On 3/1/11 10:02 AM, Andrew O. Zhukov wrote:
On 03/01/2011 10:49 AM, Daniel-Constantin Mierla wrote:
On 3/1/11 8:41 AM, Andrew O. Zhukov wrote:
I someone interested in . It's the old coredumps from 1.3.4. It's really much stabile then 1.5.5 I did degrade today night
version 1.3.x is openser only which became later kamailio, practically is no other option for this version.
Have you considered upgrading to latest stable (3.1.x) instead of downgrade?
Daniel, I sent you my config. How can I do it on a hi usage production server for a one night. The lot of fixes for a different buggy customers SIP and NAT devices which is impossible to retest again.
Sending the config is not enough, since I can not use it in my server, I do not have your kind of traffic. The config is good when is some misrouting or syntax error, but for this specific case the investiagation of core and adding some patches to print more information when the crash is happening is the way to solve.
I sent you some patches, that were not good enough because I had no 1.5 around and I was offline. More than that, I can count 3-4 more developers that tried to help you on the public mailing list, even you play with very old versions. As said, everyone tries to do it in available time and its own conditions.
I would need access to the server to investigate the core dump myself -- you offered that but being traveling was not for me at that time. My interest is to discover if it something that affects 3.x, although we changed the internal architecture a lot, might be some cases existing in 1.x still applying in 3.x
What I don't understand is the complain regarding testing. When you did the upgrade to 1.5 from 1.3, you had to do changes everywhere, there were major versions. Same would be for a migration from 1.5 to 3.1. You can even have them both installed, using shared database so you can start/restart with older or newer versions. I did it many times and it goes smooth, just few tables have changed the structure, for that case you can use different databases.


GOAL OF THE EXERCISE →
Please copy every line from the following entries in which the word "with" appears.

(Website and app data records)
· · · · ·

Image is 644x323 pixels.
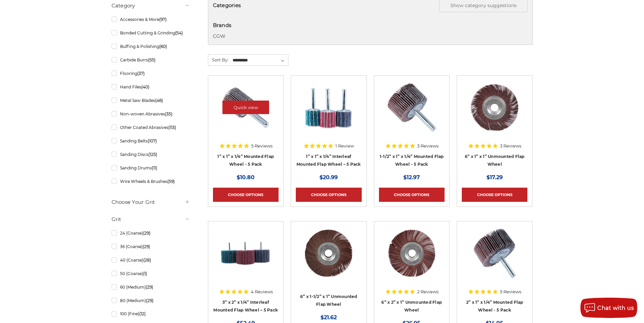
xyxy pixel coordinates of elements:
[112,268,190,280] a: 50 (Coarse)
[213,33,225,39] a: CGW
[112,241,190,252] a: 36 (Coarse)
[466,300,523,313] a: 2” x 1” x 1/4” Mounted Flap Wheel - 5 Pack
[319,174,338,180] span: $20.99
[112,198,190,206] h5: Choose Your Grit
[237,174,254,180] span: $10.80
[148,138,157,143] span: (107)
[159,17,167,22] span: (97)
[597,305,634,311] span: Chat with us
[379,81,445,146] a: 1-1/2” x 1” x 1/4” Mounted Flap Wheel - 5 Pack
[112,162,190,174] a: Sanding Drums
[296,226,362,292] a: 6" x 1.5" x 1" unmounted flap wheel
[296,81,362,146] a: 1” x 1” x 1/4” Interleaf Mounted Flap Wheel – 5 Pack
[112,54,190,66] a: Carbide Burrs
[112,40,190,52] a: Buffing & Polishing
[148,152,157,157] span: (125)
[146,285,153,290] span: (29)
[580,298,637,318] button: Chat with us
[379,188,445,202] a: Choose Options
[143,244,150,249] span: (29)
[462,81,527,146] a: 6" x 1" x 1" unmounted flap wheel
[112,67,190,79] a: Flooring
[112,81,190,93] a: Hand Files
[335,144,354,148] span: 1 Review
[155,98,163,103] span: (46)
[417,144,438,148] span: 3 Reviews
[321,314,337,321] span: $21.62
[467,226,522,280] img: 2” x 1” x 1/4” Mounted Flap Wheel - 5 Pack
[385,226,439,280] img: 6" x 2" x 1" unmounted flap wheel
[112,14,190,25] a: Accessories & More
[112,215,190,223] h5: Grit
[112,2,190,10] h5: Category
[380,154,444,167] a: 1-1/2” x 1” x 1/4” Mounted Flap Wheel - 5 Pack
[486,174,503,180] span: $17.29
[232,55,288,66] select: Sort By:
[251,144,273,148] span: 5 Reviews
[296,188,362,202] a: Choose Options
[143,271,147,276] span: (1)
[223,101,269,114] a: Quick view
[467,81,522,134] img: 6" x 1" x 1" unmounted flap wheel
[403,174,420,180] span: $12.97
[219,226,273,280] img: 3” x 2” x 1/4” Interleaf Mounted Flap Wheel – 5 Pack
[417,290,438,294] span: 2 Reviews
[168,179,175,184] span: (59)
[112,95,190,106] a: Metal Saw Blades
[112,281,190,293] a: 60 (Medium)
[297,154,361,167] a: 1” x 1” x 1/4” Interleaf Mounted Flap Wheel – 5 Pack
[112,27,190,39] a: Bonded Cutting & Grinding
[144,258,151,263] span: (28)
[300,294,357,307] a: 6” x 1-1/2” x 1” Unmounted Flap Wheel
[465,154,524,167] a: 6” x 1” x 1” Unmounted Flap Wheel
[112,308,190,320] a: 100 (Fine)
[139,311,146,316] span: (12)
[381,300,442,313] a: 6” x 2” x 1” Unmounted Flap Wheel
[112,149,190,160] a: Sanding Discs
[379,226,445,292] a: 6" x 2" x 1" unmounted flap wheel
[213,21,528,29] h5: Brands
[112,227,190,239] a: 24 (Coarse)
[462,188,527,202] a: Choose Options
[112,294,190,306] a: 80 (Medium)
[213,226,278,292] a: 3” x 2” x 1/4” Interleaf Mounted Flap Wheel – 5 Pack
[208,55,228,65] label: Sort By:
[152,165,157,171] span: (11)
[219,81,273,134] img: 1” x 1” x 1/4” Mounted Flap Wheel - 5 Pack
[146,298,153,303] span: (29)
[137,71,145,76] span: (37)
[148,57,156,62] span: (55)
[165,112,172,116] span: (35)
[213,81,278,146] a: 1” x 1” x 1/4” Mounted Flap Wheel - 5 Pack
[251,290,273,294] span: 4 Reviews
[175,31,183,36] span: (54)
[213,188,278,202] a: Choose Options
[302,81,356,134] img: 1” x 1” x 1/4” Interleaf Mounted Flap Wheel – 5 Pack
[143,230,151,235] span: (29)
[168,125,176,130] span: (113)
[141,84,149,90] span: (40)
[302,226,356,280] img: 6" x 1.5" x 1" unmounted flap wheel
[112,121,190,133] a: Other Coated Abrasives
[159,44,167,49] span: (60)
[500,290,521,294] span: 5 Reviews
[500,144,521,148] span: 3 Reviews
[112,176,190,188] a: Wire Wheels & Brushes
[112,254,190,266] a: 40 (Coarse)
[217,154,274,167] a: 1” x 1” x 1/4” Mounted Flap Wheel - 5 Pack
[112,135,190,147] a: Sanding Belts
[385,81,439,134] img: 1-1/2” x 1” x 1/4” Mounted Flap Wheel - 5 Pack
[213,300,278,313] a: 3” x 2” x 1/4” Interleaf Mounted Flap Wheel – 5 Pack
[462,226,527,292] a: 2” x 1” x 1/4” Mounted Flap Wheel - 5 Pack
[112,108,190,120] a: Non-woven Abrasives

· · · · ·

RESULT FOR THIS TASK →
[597,305,634,311] span: Chat with us
[580,298,637,318] button: Chat with us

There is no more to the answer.